We ran, we walked fast, we escaped,
off to the duck pond, aggrieved and angry.
The duck pond was too far for me,
a place not on the list of those I was allowed to go.
I turned back alone, my brother older and braver,
he went on without me, as I slunk home
I managed to sneak in, the door was open,
quick to my bedroom, I hid under my bed.
My brother returned, I heard the commotion,
Where was I? My mother demanded as he cried.
I was lost to her, the pain rose in her voice,
taken, abducted. Where had I gone?
I heard it all from under the bed, listening and silent,
breathing and living and waiting to rise from the dead.

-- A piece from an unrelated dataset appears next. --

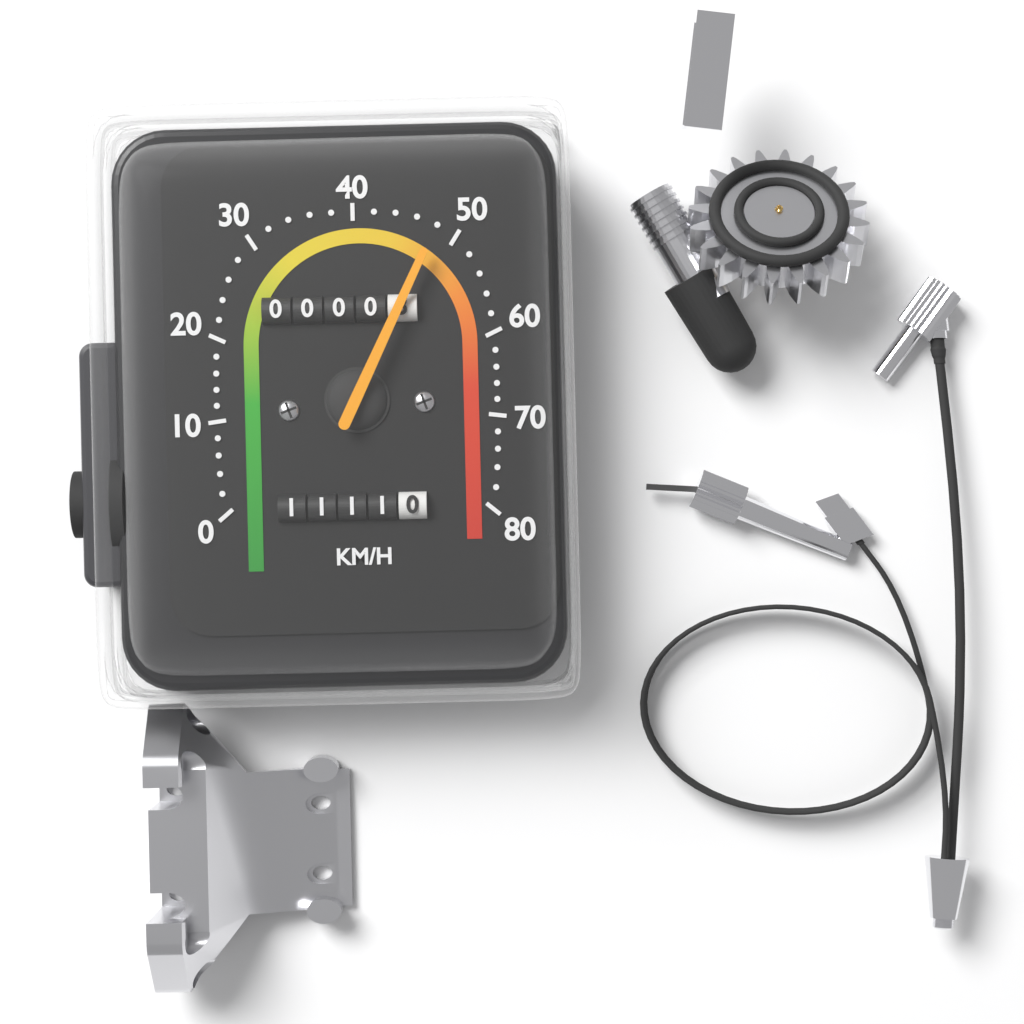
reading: 48 km/h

Forty years on, my mother lay, no pain left in her voice,
her last night with cancer, the flight, the final escape.
On top of the bed, breathing, silent and dying
I sang to her, held her hand, moistened her dry lips
That night she ran away from me, too far to follow
to be with my father, in places I am not yet allowed to go.
My brother came; we sat together, pain in our voices,
breathing, living, we watched as she escaped to the dead.
Read MoreHowdy lovely people, so sorry this is late up. Having a really rough few days (again, bleugh) so I’m going to have to post the linky and come back and add my own contribution later in the week.
Thanks for taking part!
_______________________________________________
Leave your name and the URL to your post in the Linky below (the URL should be to your post not just to your blog) – it’ll be open til Sunday night so if you haven’t had chance to respond yet, then you’ve got plenty of time to join in. Don’t forget that anyone can take part! New prompts will be up this time next week, so I hope to see you back soon.
Read MoreToday was the red of the apple you dropped as you fell asleep after lunch. It was the poems I read in the shade of the washing as you slept, and the shadows of clothes dancing a jig on the line. It was the curl of your eyelashes, and light on bubbly washing-up water, and the way the sun caught your hair as we sat eating biscuits in the field.
It was all the words we thought up to describe how much we liked our chicken casserole, and watching you eat seconds, and then thirds, and the noises we made when we were full down to our toes and the way we prodded each other to make sure there was no room left hidden behind our knees. It was the dozens and dozens of things we thought about and talked about as we passed our day, like if horses liked crisps (no), and what happens to water when it goes down the drain (it goes up a pipe to the sky and falls down again).
That was today, little bear, and it was wonderful.